That’s how iTunes showed the description for this week’s episode of This American Life. Stupidly funny.
For the record, the full description reads, “The story of how the American Psychiatric Association decided in 1973 that homosexuality was no longer a mental illness.”
so i guess the question is whether we have a really big choir preaching to itself, or if this kind of action really gets noticed and influences any kind of change.
Okay, so maybe referring to The Obama as specious is a bit of a stretch, but, dammit, I wanted that pun! And, really, it was just a setup for this awesome graphic by artist Mike Rosulek:
What did people daydream about before popular culture? History? Religion? Geneology? Was I suffering from some sort of condition exacerbated by the internet culture of link and remix?
Author James Lileks explores how his own brain works. He travels associatively from Camptown Races to Foghorn Leghorn to Lou Grant to Singin’ in the Rain to Twitter to the Simpsons, and concludes, “I, for one, welcome the day when people no longer say ‘I, for one’.”

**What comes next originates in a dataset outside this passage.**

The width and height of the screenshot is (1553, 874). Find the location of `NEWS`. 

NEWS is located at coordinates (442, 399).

Christine Smallwood, writing at the Baffler blog, examines the question, “What Does the Internet Look Like?” It’s a long way from the question to the answer, and the journey is well worth it.

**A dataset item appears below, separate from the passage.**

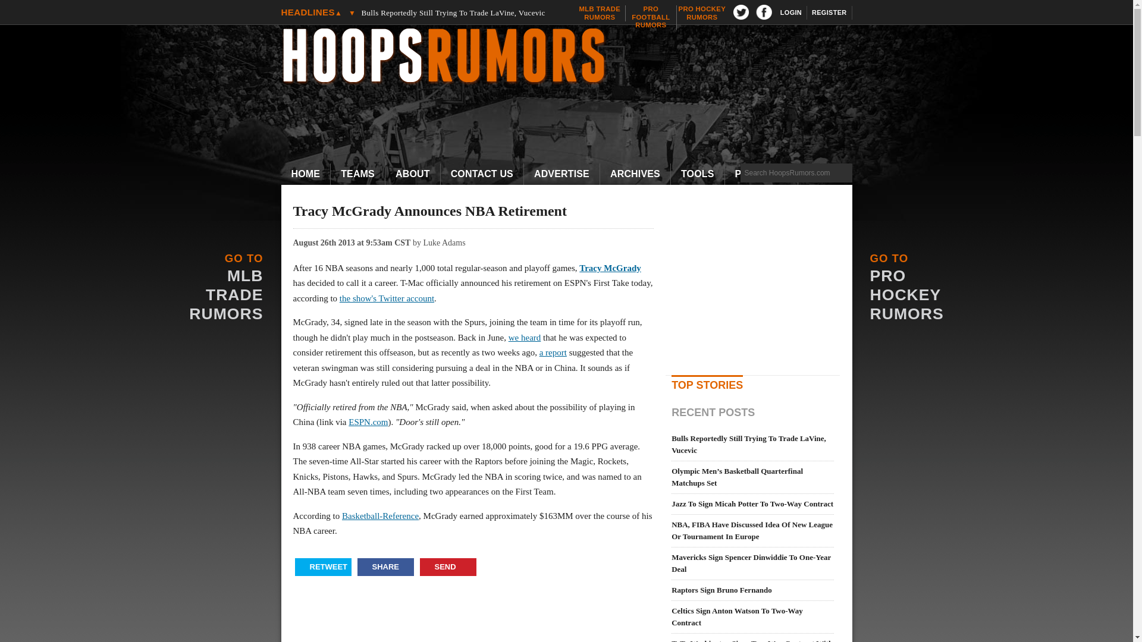  Describe the element at coordinates (459, 12) in the screenshot. I see `Search for:` at that location.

After noting that many visions of the Internet rely on images of connectedness, she explores the essentially solitary nature of the Internet search:
We are born alone, we die alone, and we use the Internet alone. You may gather round the screen with friends to watch a video clip (turning the Internet into a television), or hang out while you play music on Pandora (turning the Internet into a radio), or post to your blog, or “comment” on someone else’s blog (turning the Internet into a roundtable, or a bathroom wall, depending). But these are subsidiary Internet uses. The essence of the Internet, the thing it does that nothing else can do, its Internet-ness, is the search. Comedian Dave Chappelle captured this with the skit “If the Internet Were a Real Place,” in which he loitered in a seedy mall like a modern Odysseus, ransacking CD stores, ducking into curtained rooms to indulge various temptations, and running away from spammers. Wandering around the Internet, the thing we are always searching for is the door—the exit ramp off the superhighway, the way home. But it’s hard to find. How do you know when you’re done doing nothing?

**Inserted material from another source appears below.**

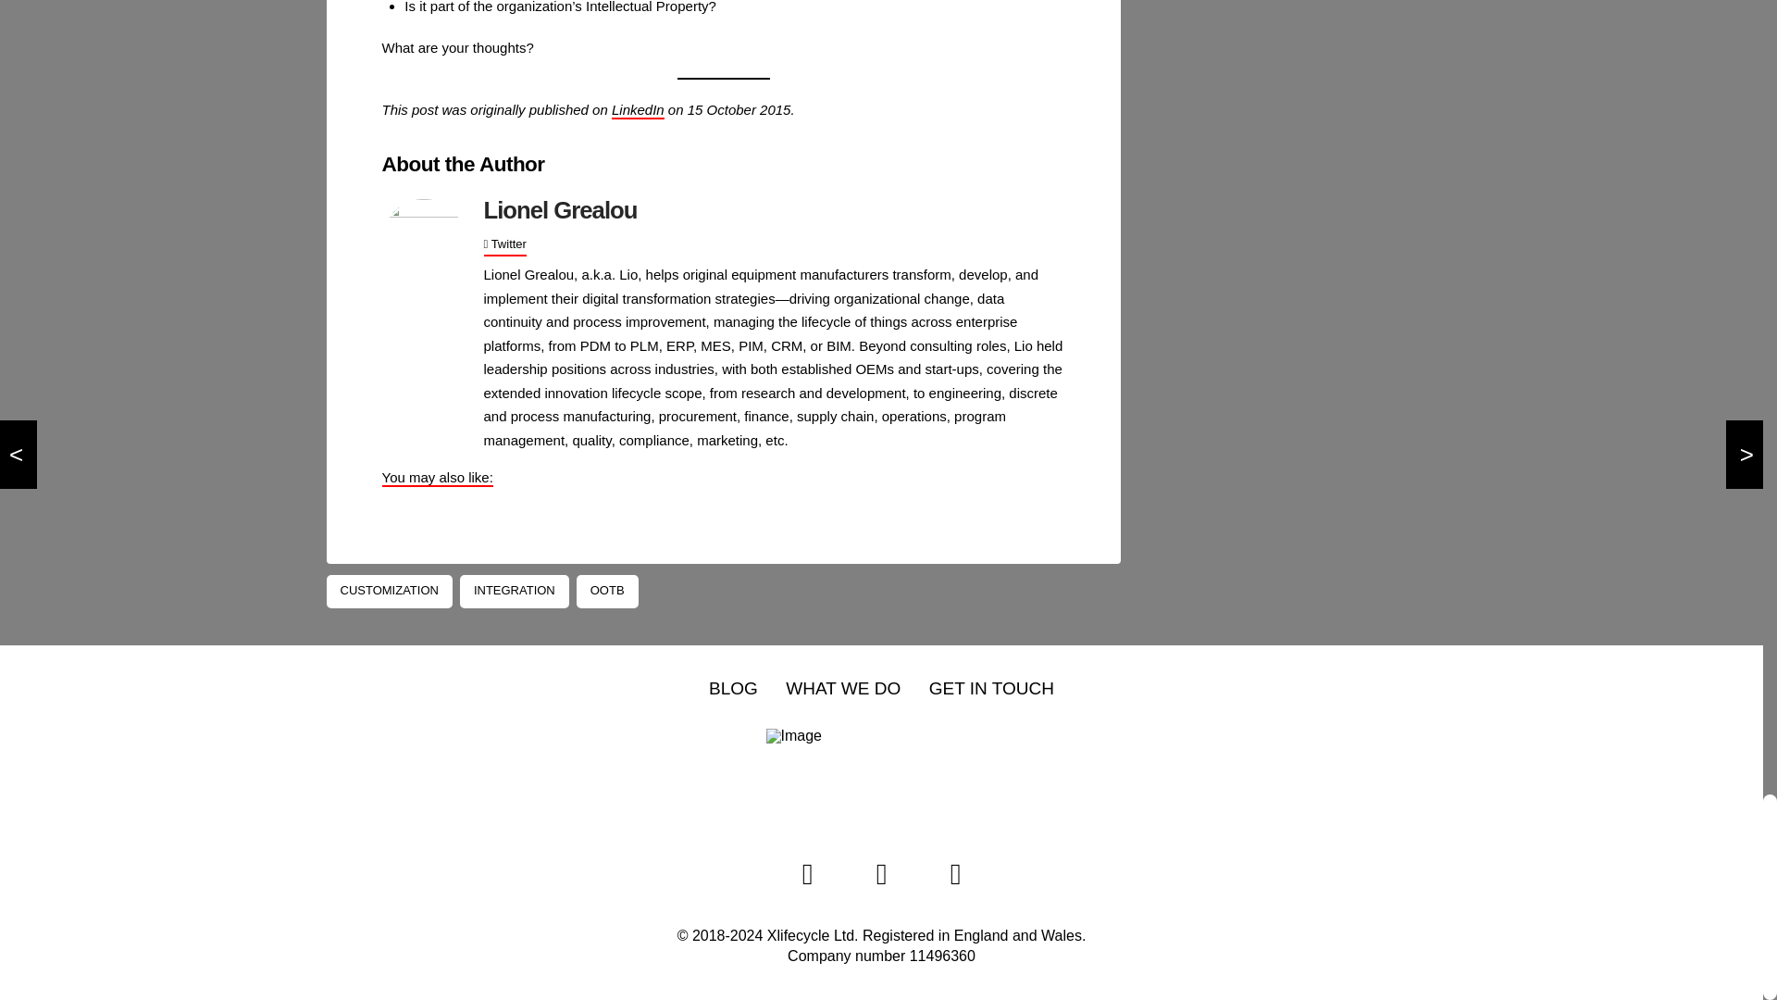 This screenshot has height=1000, width=1777. I want to click on Twitter, so click(504, 244).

Since everyone in the media is all agog over the latest existential threat to our very way of life (i.e., Yemen), I thought I’d look around a little and see what I could find. Via a link Jonathan Schwarz’s A Tiny Revolution, I came across this excellent blog post by Adam Curtis, a documentary filmmaker who produced, among other gems, The Power of Nightmares (2004) and The Mayfair Set (1999).
It’s really worth reading the whole post, but one key takeaway is that
only forty years ago the British government fought a vicious secret war in the Yemen against republican revolutionaries who used terror, including bombing airliners… [T]he chaos that has engulfed the Yemen today and is breeding new terrorist threats against the west is a direct result of that conflict of forty years ago.
His blog post contains some excellent archival video from the BBC documenting British adventures there in the 1960’s. It’s worth every minute of your time.
The other key takeaway is that, apparently, British people call it “the Yemen.”
In one of their prophetic conversations McLuhan made the following prediction: ‘You’re going to win the war, Timothy. Eventually. But you’re going to lose some major battles on the way. You’re not going to overthrow the Protestant Ethic in a couple of years. This culture knows how to sell fear and pain. Drugs that accelerate the brain won’t be accepted until the population is geared to computers. You’re ahead of your time. They’ll attempt to destroy your credibility.’ Leary replied with typical Irish blarney: ‘It’s incredibility I’m after’, declaring himself a true futurist once and for all.